The clerk flicks his cigarette into a black, oil-smeared puddle. He cracks his neck and sniggers and leaves Todd alone with a slight headache.

*

The cigarette must have been just another cigarette. He doesn’t feel anything out of the ordinary – except for the extraordinary dislocation of the day shifting into night. The sky subdues its reds to violets, its warm oranges into ethereal pinks. The clouds overhead look as though airbrushed by an artistry far beyond your standard RV mural as he walks his sneakers down the street.

He kicks a rock, adjusts his backpack with his shoulders. Thinks:

Boys. When I was a boy, when I was curious enough about any given thing to just run right after it, no matter if my shoe strings were loose and whipping between my ankles or tied to choke my feet. Before I got tied up in…

He takes a swig of his bottled drink, replaces the cap and wipes his mouth with the back of his wrist. He spots a glossy magazine on the sidewalk, torn a bit and pink, as if fallen from the sky, jagged despite its rectangular cut and the familiar sultry feeling in him already leaping up with heated, oily hunger.

He bends down, picks it up, opens it, twisting inside himself as he turns the fleshy pages, as he feels his heart cry out, but not like the faces in these pictures in his hands.

Todd closes his eyes, feeling the glossy pages stick to the sweat of his fingers.
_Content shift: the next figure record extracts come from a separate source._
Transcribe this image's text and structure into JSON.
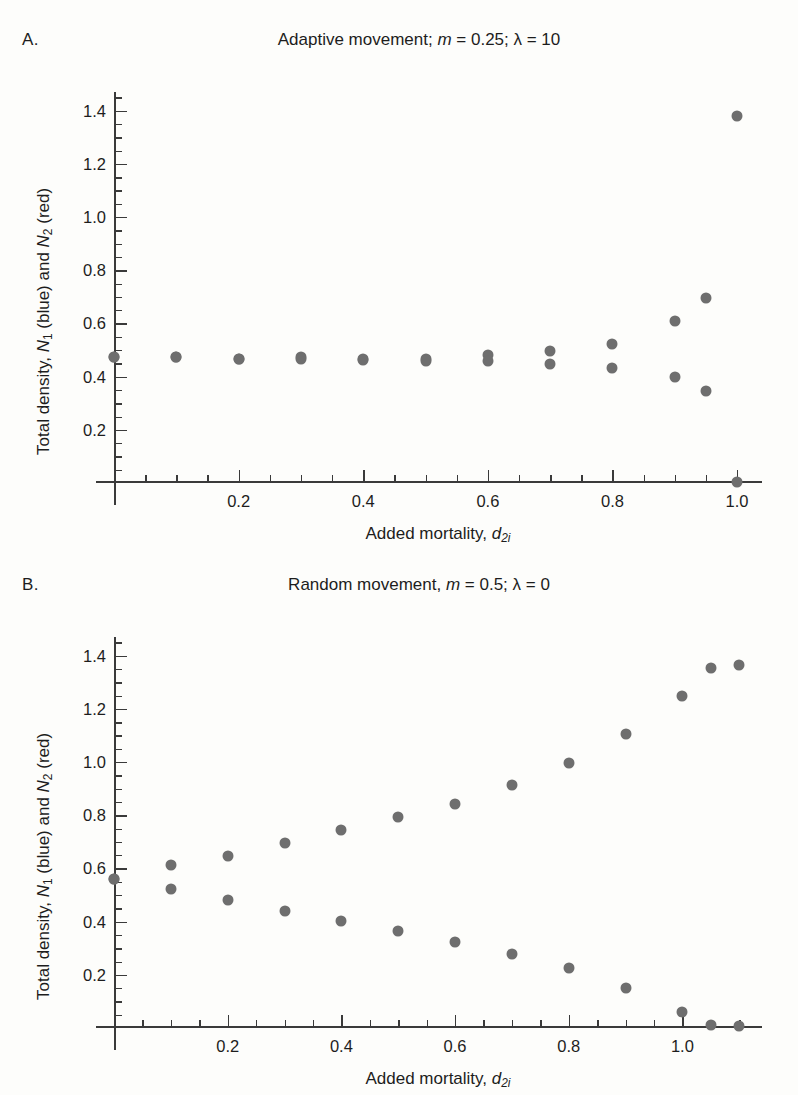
{
  "figure": {
    "background": "#fdfdfb",
    "marker_color": "#6e6e6e",
    "axis_color": "#3a3a3a"
  },
  "panels": [
    {
      "letter": "A.",
      "title_plain": "Adaptive movement; m = 0.25; λ = 10",
      "title_prefix": "Adaptive movement; ",
      "title_m_var": "m",
      "title_m_val": " = 0.25; ",
      "title_lambda": "λ",
      "title_lambda_val": " = 10"
    },
    {
      "letter": "B.",
      "title_plain": "Random movement, m = 0.5; λ = 0",
      "title_prefix": "Random movement, ",
      "title_m_var": "m",
      "title_m_val": " = 0.5; ",
      "title_lambda": "λ",
      "title_lambda_val": " = 0"
    }
  ],
  "axes": {
    "xlabel_prefix": "Added mortality, ",
    "xlabel_var": "d",
    "xlabel_sub": "2i",
    "ylabel_prefix": "Total density, ",
    "ylabel_n1": "N",
    "ylabel_n1_sub": "1",
    "ylabel_mid": " (blue) and ",
    "ylabel_n2": "N",
    "ylabel_n2_sub": "2",
    "ylabel_suffix": " (red)",
    "y_tick_labels": [
      "0.2",
      "0.4",
      "0.6",
      "0.8",
      "1.0",
      "1.2",
      "1.4"
    ],
    "x_tick_labels_a": [
      "0.2",
      "0.4",
      "0.6",
      "0.8",
      "1.0"
    ],
    "x_tick_labels_b": [
      "0.2",
      "0.4",
      "0.6",
      "0.8",
      "1.0"
    ]
  },
  "chart_data": [
    {
      "type": "scatter",
      "panel": "A",
      "title": "Adaptive movement; m = 0.25; λ = 10",
      "xlabel": "Added mortality, d2i",
      "ylabel": "Total density, N1 (blue) and N2 (red)",
      "xlim": [
        0,
        1.04
      ],
      "ylim": [
        0,
        1.47
      ],
      "xticks": [
        0.2,
        0.4,
        0.6,
        0.8,
        1.0
      ],
      "yticks": [
        0.2,
        0.4,
        0.6,
        0.8,
        1.0,
        1.2,
        1.4
      ],
      "minor_tick_step_x": 0.05,
      "minor_tick_step_y": 0.05,
      "grid": false,
      "legend": "none",
      "x": [
        0.0,
        0.1,
        0.2,
        0.3,
        0.4,
        0.5,
        0.6,
        0.7,
        0.8,
        0.9,
        0.95,
        1.0
      ],
      "series": [
        {
          "name": "N1 (blue)",
          "color": "#6e6e6e",
          "values": [
            0.475,
            0.472,
            0.468,
            0.472,
            0.468,
            0.468,
            0.482,
            0.497,
            0.523,
            0.608,
            0.697,
            1.381
          ]
        },
        {
          "name": "N2 (red)",
          "color": "#6e6e6e",
          "values": [
            0.475,
            0.472,
            0.468,
            0.468,
            0.462,
            0.458,
            0.458,
            0.447,
            0.432,
            0.398,
            0.346,
            0.005
          ]
        }
      ]
    },
    {
      "type": "scatter",
      "panel": "B",
      "title": "Random movement, m = 0.5; λ = 0",
      "xlabel": "Added mortality, d2i",
      "ylabel": "Total density, N1 (blue) and N2 (red)",
      "xlim": [
        0,
        1.14
      ],
      "ylim": [
        0,
        1.47
      ],
      "xticks": [
        0.2,
        0.4,
        0.6,
        0.8,
        1.0
      ],
      "yticks": [
        0.2,
        0.4,
        0.6,
        0.8,
        1.0,
        1.2,
        1.4
      ],
      "minor_tick_step_x": 0.05,
      "minor_tick_step_y": 0.05,
      "grid": false,
      "legend": "none",
      "x": [
        0.0,
        0.1,
        0.2,
        0.3,
        0.4,
        0.5,
        0.6,
        0.7,
        0.8,
        0.9,
        1.0,
        1.05,
        1.1
      ],
      "series": [
        {
          "name": "N1 (blue)",
          "color": "#6e6e6e",
          "values": [
            0.561,
            0.611,
            0.648,
            0.697,
            0.745,
            0.793,
            0.842,
            0.913,
            0.998,
            1.104,
            1.249,
            1.352,
            1.366
          ]
        },
        {
          "name": "N2 (red)",
          "color": "#6e6e6e",
          "values": [
            0.561,
            0.521,
            0.481,
            0.441,
            0.404,
            0.363,
            0.322,
            0.277,
            0.224,
            0.151,
            0.061,
            0.012,
            0.008
          ]
        }
      ]
    }
  ]
}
What is it about girls? he thinks behind his pounding eyes. Question of the ages. Yeah. They walk by, and you look at them, at the wiggle-swoosh both hips produce as she strolls her saunter. Saunter. And then the eyes, the lips, the breasts, and you’re pulled their way, just because something in all that there you want here. And then when they talk to you. Shoulders you want to hold. Put an arm around. Squeeze. Yeah. And a belly, just to rest the hand on… just soft like that. And when they talk to you. Gravity in the mystery. Like about to get stuck in them. A fish in a warm net. Squirming in their saunter. But there’s something different here. The far. The picture of a sultry glance that would be out of place if a real live she was close and coming near. Wrap it up in a rather-not ready-made for me to mate with. Yeah. But it wouldn’t be true if a sexy you came up to me and steamy said ‘Lets go to bed.’ No. That would never happen. There’s something different here.

He opens his eyes and shivers at the naked creatures twisting in the pictures in his hands. He drops the magazine. So much. So much.

The sun has set. Todd makes a beeline for the park.